[crac] RFR: Reseed NativePRNG on checkpoint restore

Anton Kozlov akozlov at openjdk.java.net
Fri Dec 24 12:59:47 UTC 2021


On Thu, 23 Dec 2021 11:30:13 GMT, Alexey Bakhtin <abakhtin at openjdk.org> wrote:

> NativePRNG should be re-seeded during checkpoint/restore because it uses SHA1PRNG secure random for additional seed. It is seeded at initialization, so it is not re-seeded automatically during checkpoint/restore
> Also, the internal buffer should be cleared at the checkpoint.

src/java.base/unix/classes/sun/security/provider/NativePRNG.java line 391:

> 389: 
> 390:         // lock for checkpoint/restore
> 391:         private final ReentrantLock crLock = new ReentrantLock();

The comment should specify it protects both mixRandom and the buffer of the truly random values read from OS.

src/java.base/unix/classes/sun/security/provider/NativePRNG.java line 589:

> 587:         @Override
> 588:         public void beforeCheckpoint(Context<? extends Resource> context) throws Exception {
> 589:             crLock.lock();

The new lock is very related to `LOCK_GET_BYTES`, however, this code does not acquire `LOCK_GET_BYTES`. Now all `synchronized (LOCK_GET_BYTES)` blocks are executed under `crLock`. But I would prefer at least `assert crLock.isHeldByCurrentThread()` near those synchronized blocks, or any other way to ensure / document locks relation. Or use the LOCK_GET_BYTES, considering the other problem with premature buffer and mixRandom initialzation.

src/java.base/unix/classes/sun/security/provider/NativePRNG.java line 595:

> 593:             for(int i=0; i<nextBuffer.length; i++) {
> 594:                 nextBuffer[i] = 0;
> 595:             }

I assume this clean-up serves two purposes: 1) to clear the state that was already used to generate other values, so to prevent guessing them; 2) to force next request for random values will force filling of the buffer with real random data and fresh initialization of mixRandom. 

For 2, what if another `beforeCheckpoint` inadvertently calls `NativePRNG.engineNextBytes`? `crLock` (reentrant) will not prevent reading random values from OS and setting an instance for `mixRandom` before the checkpoint, but they will live later forever on restore. So I assume a similar clean-up is required in `afterRestore` (we may happen to store some state for NativePRNG, but this state won't be related to the previous state before the checkpoint and the one created later after restore).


** Task to complete **
Find all lines in the records that include the word "with", and copy them out.

** Excerpted data **
○ ○ ○ ○ ○

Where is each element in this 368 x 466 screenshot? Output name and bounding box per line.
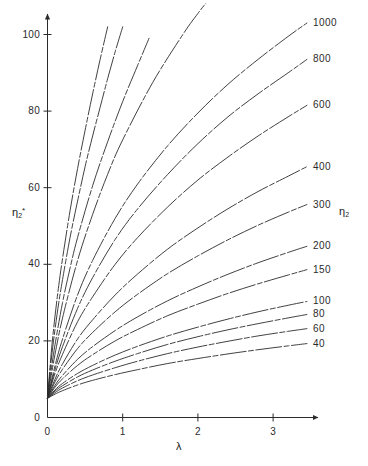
curve-label-200: 200 (313, 240, 331, 251)
plot-canvas (0, 0, 368, 466)
curve-800 (48, 59, 307, 398)
curve-label-800: 800 (313, 53, 331, 64)
curve-label-1000: 1000 (313, 17, 337, 28)
curve-label-40: 40 (313, 338, 325, 349)
right-axis-title-text: η2 (339, 205, 349, 217)
curve-label-600: 600 (313, 99, 331, 110)
curve-label-80: 80 (313, 308, 325, 319)
curve-400 (48, 167, 307, 399)
x-tick-label-1: 1 (113, 426, 133, 437)
curve-600 (48, 105, 307, 398)
x-axis-title: λ (176, 440, 182, 452)
curve-label-60: 60 (313, 323, 325, 334)
y-tick-label-80: 80 (10, 105, 40, 116)
y-axis-title-text: η2* (12, 206, 25, 218)
x-tick-label-2: 2 (188, 426, 208, 437)
y-axis-title: η2* (12, 206, 25, 219)
curve-label-400: 400 (313, 161, 331, 172)
y-tick-label-0: 0 (10, 412, 40, 423)
curve-200 (48, 246, 307, 398)
x-tick-label-0: 0 (38, 426, 58, 437)
curve-label-100: 100 (313, 295, 331, 306)
axes-group (48, 14, 319, 418)
y-tick-label-60: 60 (10, 182, 40, 193)
axis-ticks (44, 35, 274, 422)
data-curves (48, 4, 307, 398)
x-axis-title-text: λ (176, 440, 182, 452)
curve-1500 (48, 4, 206, 398)
y-tick-label-40: 40 (10, 258, 40, 269)
x-tick-label-3: 3 (263, 426, 283, 437)
curve-100 (48, 301, 307, 398)
curve-2000 (48, 38, 150, 398)
y-tick-label-100: 100 (10, 29, 40, 40)
curve-label-150: 150 (313, 264, 331, 275)
chart-figure: 204060801000 0123 4000300020001500 10008… (0, 0, 368, 466)
y-tick-label-20: 20 (10, 335, 40, 346)
right-axis-title: η2 (339, 205, 349, 218)
curve-label-300: 300 (313, 199, 331, 210)
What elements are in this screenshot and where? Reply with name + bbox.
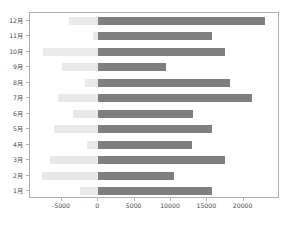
bar-segment-negative — [62, 63, 98, 71]
x-axis-tick-label: 0 — [95, 202, 99, 209]
y-axis-tick-label: 6月 — [0, 108, 23, 117]
bar-row — [30, 63, 278, 71]
bar-segment-negative — [42, 172, 99, 180]
bar-row — [30, 172, 278, 180]
bar-row — [30, 94, 278, 102]
x-axis: -500005000100001500020000 — [0, 198, 285, 226]
chart-container: 1月2月3月4月5月6月7月8月9月10月11月12月 -50000500010… — [0, 0, 285, 226]
bar-row — [30, 125, 278, 133]
bar-segment-negative — [58, 94, 98, 102]
x-axis-tick-label: 20000 — [233, 202, 253, 209]
bar-row — [30, 79, 278, 87]
x-axis-tick-mark — [206, 198, 207, 201]
bar-segment-negative — [73, 110, 99, 118]
bar-segment-positive — [98, 63, 166, 71]
y-axis-tick-label: 12月 — [0, 15, 23, 24]
plot-area — [29, 12, 279, 198]
bar-segment-positive — [98, 172, 174, 180]
bar-row — [30, 110, 278, 118]
y-axis-tick-label: 3月 — [0, 155, 23, 164]
bar-segment-positive — [98, 110, 193, 118]
bar-segment-positive — [98, 125, 212, 133]
bar-segment-negative — [87, 141, 99, 149]
x-axis-tick-mark — [134, 198, 135, 201]
bar-segment-positive — [98, 94, 251, 102]
y-axis-tick-label: 5月 — [0, 124, 23, 133]
bar-segment-positive — [98, 32, 211, 40]
bar-segment-positive — [98, 156, 224, 164]
bar-row — [30, 48, 278, 56]
x-axis-tick-mark — [170, 198, 171, 201]
bar-row — [30, 17, 278, 25]
y-axis-tick-label: 9月 — [0, 62, 23, 71]
x-axis-tick-mark — [61, 198, 62, 201]
bar-segment-negative — [85, 79, 98, 87]
y-axis-tick-label: 8月 — [0, 77, 23, 86]
bar-row — [30, 187, 278, 195]
x-axis-tick-label: -5000 — [52, 202, 70, 209]
bar-segment-negative — [50, 156, 98, 164]
x-axis-tick-label: 5000 — [126, 202, 142, 209]
bar-segment-positive — [98, 79, 230, 87]
bar-segment-positive — [98, 141, 192, 149]
x-axis-tick-mark — [243, 198, 244, 201]
y-axis-tick-label: 7月 — [0, 93, 23, 102]
bar-segment-negative — [80, 187, 98, 195]
bar-segment-negative — [43, 48, 98, 56]
bar-row — [30, 156, 278, 164]
y-axis-tick-label: 1月 — [0, 186, 23, 195]
y-axis-tick-label: 10月 — [0, 46, 23, 55]
x-axis-tick-mark — [97, 198, 98, 201]
bars-layer — [30, 13, 278, 197]
x-axis-tick-label: 15000 — [196, 202, 216, 209]
bar-segment-negative — [54, 125, 99, 133]
bar-segment-negative — [69, 17, 98, 25]
bar-segment-positive — [98, 187, 212, 195]
y-axis-tick-label: 11月 — [0, 31, 23, 40]
bar-segment-positive — [98, 17, 265, 25]
y-axis-tick-label: 4月 — [0, 139, 23, 148]
bar-row — [30, 141, 278, 149]
x-axis-tick-label: 10000 — [160, 202, 180, 209]
y-axis-tick-label: 2月 — [0, 170, 23, 179]
bar-row — [30, 32, 278, 40]
y-axis: 1月2月3月4月5月6月7月8月9月10月11月12月 — [0, 12, 29, 198]
bar-segment-positive — [98, 48, 225, 56]
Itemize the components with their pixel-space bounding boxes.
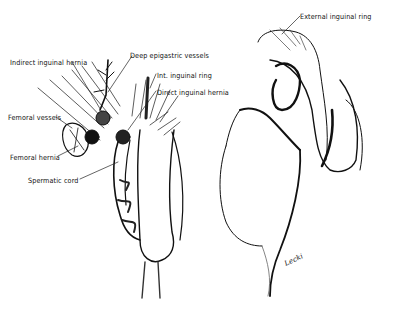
label-deep-epigastric-vessels: Deep epigastric vessels [130,51,209,60]
hernia-illustration: Indirect inguinal hernia Deep epigastric… [0,0,393,309]
label-direct-inguinal-hernia: Direct inguinal hernia [157,88,229,97]
label-external-inguinal-ring: External inguinal ring [300,12,372,21]
label-femoral-hernia: Femoral hernia [10,153,60,162]
label-indirect-inguinal-hernia: Indirect inguinal hernia [10,58,87,67]
label-femoral-vessels: Femoral vessels [8,113,61,122]
label-spermatic-cord: Spermatic cord [28,176,78,185]
label-int-inguinal-ring: Int. inguinal ring [157,71,212,80]
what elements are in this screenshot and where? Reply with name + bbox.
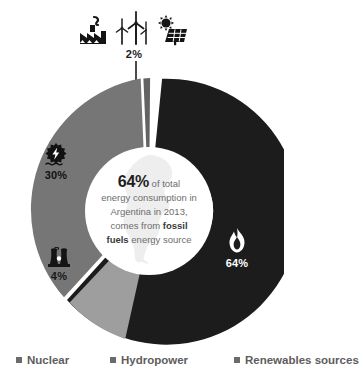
solar-panel-icon xyxy=(156,14,188,50)
hydropower-segment-label: 30% xyxy=(34,142,78,181)
hydropower-icon xyxy=(34,142,78,168)
center-description: 64% of total energy consumption in Argen… xyxy=(90,175,208,247)
legend-label-hydropower: Hydropower xyxy=(121,354,188,366)
legend-label-nuclear: Nuclear xyxy=(27,354,69,366)
center-hub: 64% of total energy consumption in Argen… xyxy=(85,147,213,275)
wind-turbine-icon xyxy=(115,10,149,50)
legend-item-nuclear[interactable]: Nuclear xyxy=(16,354,69,366)
legend-swatch-renewables-sources xyxy=(234,357,240,363)
legend-item-hydropower[interactable]: Hydropower xyxy=(110,354,188,366)
hydropower-percent-label: 30% xyxy=(45,169,68,181)
legend-item-renewables-sources[interactable]: Renewables sources xyxy=(234,354,359,366)
center-line5-bold: fuels xyxy=(106,234,128,245)
flame-icon xyxy=(215,228,259,256)
renewable-icons-group xyxy=(78,10,188,50)
legend-swatch-hydropower xyxy=(110,357,116,363)
center-line4-bold: fossil xyxy=(163,220,188,231)
legend-swatch-nuclear xyxy=(16,357,22,363)
renewables-percent-label: 2% xyxy=(112,48,156,60)
center-line3: Argentina in 2013, xyxy=(110,206,187,217)
biomass-factory-icon xyxy=(78,14,108,50)
legend-label-renewables-sources: Renewables sources xyxy=(245,354,359,366)
nuclear-plant-icon xyxy=(34,247,84,269)
center-line2: energy consumption in xyxy=(101,192,197,203)
nuclear-percent-label: 4% xyxy=(51,270,67,282)
center-line1-rest: of total xyxy=(149,178,180,189)
center-big-value: 64% xyxy=(118,173,149,190)
fossil-fuels-segment-label: 64% xyxy=(215,228,259,269)
center-line4-pre: comes from xyxy=(110,220,162,231)
center-line5-rest: energy source xyxy=(129,234,192,245)
chart-legend: Nuclear Hydropower Renewables sources xyxy=(0,352,353,374)
fossil-fuels-percent-label: 64% xyxy=(226,257,249,269)
nuclear-segment-label: 4% xyxy=(34,247,84,282)
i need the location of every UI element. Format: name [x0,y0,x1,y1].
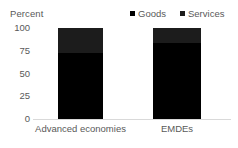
x-axis-label-emdes: EMDEs [117,124,237,134]
y-tick-label: 50 [2,69,30,79]
y-tick-label: 100 [2,23,30,33]
stacked-bar-chart: Percent Goods Services 0255075100 Advanc… [0,0,238,148]
bar-segment[interactable] [58,53,103,119]
square-marker-icon [130,11,135,16]
square-marker-icon [180,11,185,16]
bar-column[interactable] [153,28,201,119]
y-axis-title: Percent [10,8,43,19]
bar-column[interactable] [58,28,103,119]
y-axis-tick-labels: 0255075100 [0,28,30,119]
x-axis-baseline [33,119,231,120]
legend-item-services[interactable]: Services [180,9,224,19]
plot-area [33,28,229,119]
chart-legend: Goods Services [130,9,224,19]
bar-segment[interactable] [153,28,201,43]
bar-segment[interactable] [58,28,103,53]
legend-label-goods: Goods [138,9,166,19]
legend-item-goods[interactable]: Goods [130,9,166,19]
legend-label-services: Services [188,9,224,19]
y-tick-label: 75 [2,46,30,56]
y-tick-label: 0 [2,114,30,124]
y-tick-label: 25 [2,91,30,101]
bar-segment[interactable] [153,43,201,119]
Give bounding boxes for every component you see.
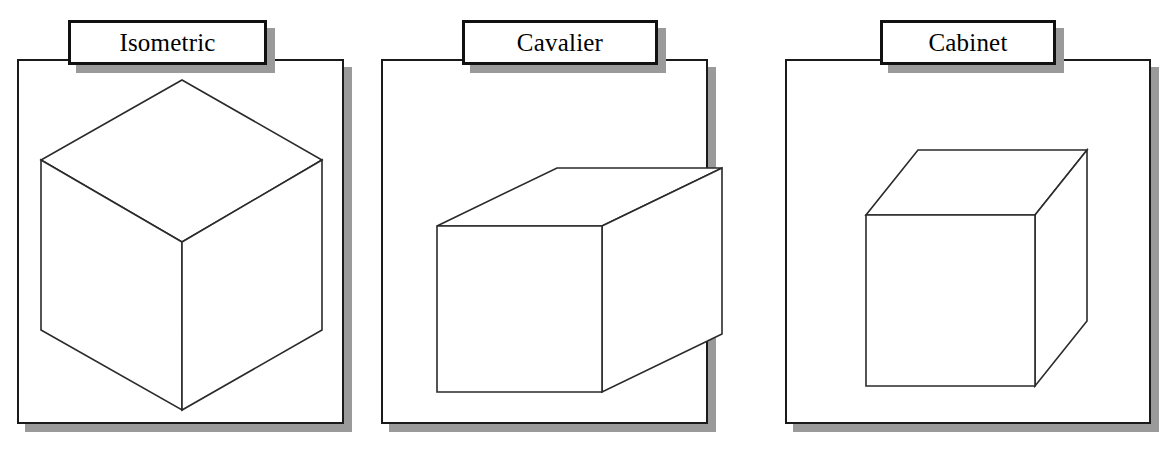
panel-label-text-cavalier: Cavalier — [517, 30, 603, 55]
panel-label-isometric: Isometric — [68, 20, 267, 65]
projection-comparison-figure: Isometric Cavalier — [0, 0, 1171, 452]
panel-label-text-cabinet: Cabinet — [928, 30, 1007, 55]
cube-face-front-cabinet — [866, 215, 1035, 386]
panel-label-cavalier: Cavalier — [462, 20, 658, 65]
panel-label-text-isometric: Isometric — [119, 30, 215, 55]
panel-label-cabinet: Cabinet — [880, 20, 1056, 65]
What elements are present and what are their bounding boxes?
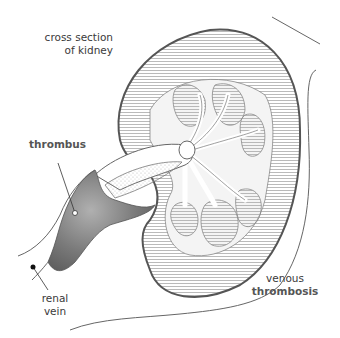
label-renal-line1: renal [35,292,75,305]
capsule-line-top [272,17,320,44]
label-venous-thrombosis: venous thrombosis [250,272,320,298]
label-cross-section-line1: cross section [20,31,113,44]
vein-cross-section [179,141,195,159]
thrombus-marker [73,211,78,216]
renal-vein-marker [31,265,36,270]
label-venous-line2: thrombosis [250,285,320,298]
label-venous-line1: venous [250,272,320,285]
label-renal-line2: vein [35,305,75,318]
label-cross-section-line2: of kidney [20,44,113,57]
label-cross-section: cross section of kidney [20,31,113,57]
label-renal-vein: renal vein [35,292,75,318]
thrombus-leader [58,163,75,213]
label-thrombus: thrombus [29,138,86,151]
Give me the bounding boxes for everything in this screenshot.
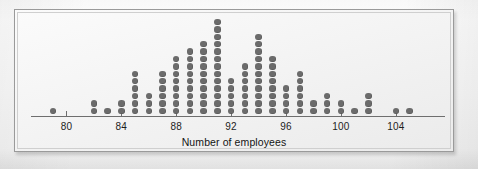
x-axis-line: [31, 116, 445, 117]
data-dot: [365, 108, 371, 114]
data-dot: [146, 93, 152, 99]
data-dot: [324, 100, 330, 106]
data-dot: [50, 108, 56, 114]
data-dot: [173, 100, 179, 106]
data-dot: [173, 108, 179, 114]
x-axis-tick-label: 100: [332, 121, 349, 132]
data-dot: [269, 78, 275, 84]
x-axis-tick-label: 84: [116, 121, 128, 132]
data-dot: [228, 108, 234, 114]
data-dot: [214, 63, 220, 69]
data-dot: [283, 108, 289, 114]
data-dot: [187, 78, 193, 84]
data-dot: [310, 100, 316, 106]
x-axis-title: Number of employees: [15, 136, 453, 148]
data-dot: [255, 100, 261, 106]
data-dot: [200, 63, 206, 69]
data-dot: [365, 100, 371, 106]
data-dot: [159, 78, 165, 84]
data-dot: [283, 100, 289, 106]
data-dot: [255, 41, 261, 47]
x-axis-tick: [66, 111, 67, 117]
data-dot: [255, 34, 261, 40]
data-dot: [91, 100, 97, 106]
data-dot: [242, 71, 248, 77]
data-dot: [393, 108, 399, 114]
data-dot: [283, 93, 289, 99]
data-dot: [159, 85, 165, 91]
data-dot: [338, 100, 344, 106]
data-dot: [228, 93, 234, 99]
data-dot: [255, 71, 261, 77]
data-dot: [297, 71, 303, 77]
data-dot: [146, 100, 152, 106]
data-dot: [187, 56, 193, 62]
data-dot: [187, 93, 193, 99]
data-dot: [351, 108, 357, 114]
data-dot: [297, 78, 303, 84]
x-axis-tick-label: 96: [280, 121, 292, 132]
data-dot: [214, 100, 220, 106]
data-dot: [242, 108, 248, 114]
data-dot: [242, 78, 248, 84]
plot-frame: 8084889296100104 Number of employees: [14, 9, 454, 152]
data-dot: [187, 63, 193, 69]
data-dot: [269, 71, 275, 77]
data-dot: [91, 108, 97, 114]
data-dot: [200, 71, 206, 77]
data-dot: [214, 85, 220, 91]
data-dot: [255, 108, 261, 114]
data-dot: [200, 108, 206, 114]
data-dot: [242, 93, 248, 99]
data-dot: [214, 19, 220, 25]
data-dot: [187, 100, 193, 106]
data-dot: [132, 108, 138, 114]
data-dot: [324, 93, 330, 99]
data-dot: [173, 78, 179, 84]
data-dot: [214, 78, 220, 84]
data-dot: [200, 78, 206, 84]
data-dot: [242, 63, 248, 69]
x-axis-tick-label: 88: [170, 121, 182, 132]
data-dot: [255, 85, 261, 91]
data-dot: [132, 100, 138, 106]
data-dot: [200, 41, 206, 47]
data-dot: [173, 71, 179, 77]
data-dot: [365, 93, 371, 99]
data-dot: [214, 41, 220, 47]
data-dot: [118, 100, 124, 106]
data-dot: [187, 71, 193, 77]
data-dot: [200, 85, 206, 91]
data-dot: [242, 85, 248, 91]
data-dot: [228, 78, 234, 84]
data-dot: [338, 108, 344, 114]
data-dot: [269, 63, 275, 69]
dot-plot-area: 8084889296100104: [15, 10, 453, 151]
data-dot: [173, 93, 179, 99]
data-dot: [255, 56, 261, 62]
data-dot: [214, 48, 220, 54]
data-dot: [104, 108, 110, 114]
data-dot: [310, 108, 316, 114]
data-dot: [228, 100, 234, 106]
data-dot: [173, 63, 179, 69]
data-dot: [283, 85, 289, 91]
data-dot: [214, 108, 220, 114]
data-dot: [255, 78, 261, 84]
data-dot: [269, 108, 275, 114]
x-axis-tick-label: 104: [387, 121, 404, 132]
data-dot: [214, 26, 220, 32]
data-dot: [242, 100, 248, 106]
data-dot: [159, 108, 165, 114]
data-dot: [146, 108, 152, 114]
data-dot: [406, 108, 412, 114]
data-dot: [297, 108, 303, 114]
data-dot: [200, 93, 206, 99]
data-dot: [200, 56, 206, 62]
data-dot: [159, 71, 165, 77]
data-dot: [297, 93, 303, 99]
figure-root: 8084889296100104 Number of employees: [0, 0, 478, 169]
data-dot: [159, 100, 165, 106]
data-dot: [200, 48, 206, 54]
data-dot: [297, 100, 303, 106]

○ ○ ○ ○ ○

** Your response **
What elements are in this screenshot and where? Reply with name + bbox.
Itemize the components with their pixel-space bounding boxes.
what elements are in this screenshot and where? Reply with name + bbox.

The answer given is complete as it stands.